The domain of the early Anasazi was the drainage system of the San Juan River which runs roughly east to west before emptying into the Colorado River (now Lake Powell).

Chaco’s Night Sky

USATODAY.com – Nights with a heavenly view By Laura Bly, USA TODAY

Particularly here in the Land of Enchantment. Home to some of the country’s darkest and clearest skies, New Mexico has long been a magnet for star buffs. …

One of the best-known portals to New Mexico’s nighttime marvels is Chaco Canyon, eerie, windswept desert ruins about midway between Grants and Farmington (or the proverbial Middle of Nowhere).

Chaco began offering astronomy programs in 1991 and opened its own observatory — the only one in a national park — seven years later. Park managers have designated Chaco’s night sky a critical resource in need of protection, and they have retrofitted all park lighting to enhance after-dark viewing and reduce light pollution from cities as far afield as Albuquerque, about 150 miles to the southeast.

Today, about 14,000 self-sufficient visitors a year come to gaze and graze on ancient tales. (Aside from the park’s 49-space campground and a bare-bones inn in Nageezi, the closest food and lodging is an hour and a half’s drive away.)

Given New Mexico’s average of more than 300 sunny days a year, chances of scoring a cloudless night in Chaco are high. But even on a Saturday evening when the Anasazi’s beloved Father Sky is cloaked by thunderheads, magic is in the air.

Search this blog for astronomy

A Few Wilderness Quotations (out of many)
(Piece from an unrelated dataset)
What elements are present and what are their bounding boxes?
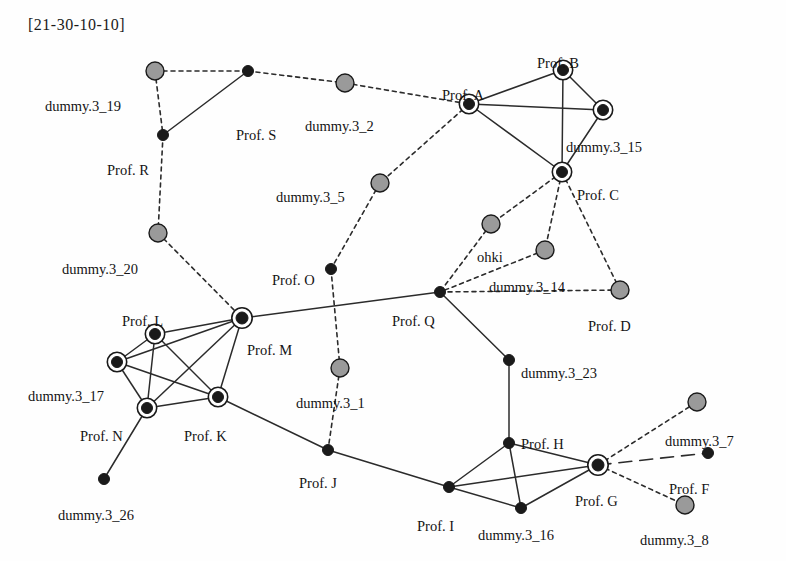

WILDERNESS Quotations WILDERNESS of famous people – searchable database.

The clearest way into the universe is through a forest WILDERNESS. — John Muir 1838-1914

Philmont Ranger wilderness quotebook

The wilderness needs no defense — only more defenders. — Aldo Leopold

Famous Wilderness Quotes

“It is easy in the world to live after the world’s opinions;
it is easy in solitude to live after your own;
but the great man is he who in the midst of the crowd
keeps with perfect sweetness the independence of solitude.” — Ralph Waldo Emerson

“Without enough wilderness America will change. Democracy, with its myriad personalities and increasing sophistication, must be fibred and vitalized by the regular contact with outdoor growths — animals, trees, sun warmth, and free skies — or it will dwindle and pale.” –Walt Whitman

Native American Resources around Albuquerque, New Mexico

The Seattle Times: Travel: Travel Q & A: Seeing New Mexico’s Indian culture

Q: I plan to take my grandson to New Mexico as a graduation present. We’re both interested in Native American culture. Any recommendations?

A: The Indian Pueblo Cultural Center (505-843-7270, www.indianpueblo.org), representing the 19 pueblos of New Mexico, is a good starting place. Its 10,000-square-foot museum in Albuquerque showcases the cultural development of the Pueblo Indians. The cultural center also keeps an events calendar and info for visiting the individual pueblos.

Also, the Museum of Indian Arts & Culture (505-476-1250, www.miaclab.org) in Santa Fe houses 10 million Native American artifacts from 12,000 excavations.

You also will want to visit several sites administered by the National Park Service that feature Indian artifacts and culture. They include the Petroglyph National Monument (505-899-0205, www.nps.gov/petr), just west of Albuquerque; Bandelier National Monument, 505-672-0343, www.nps.gov/band), west of Santa Fe; and Chaco Culture National Historical Park (505-786-7014, www.nps.gov/chcu), closer to the Four Corners region.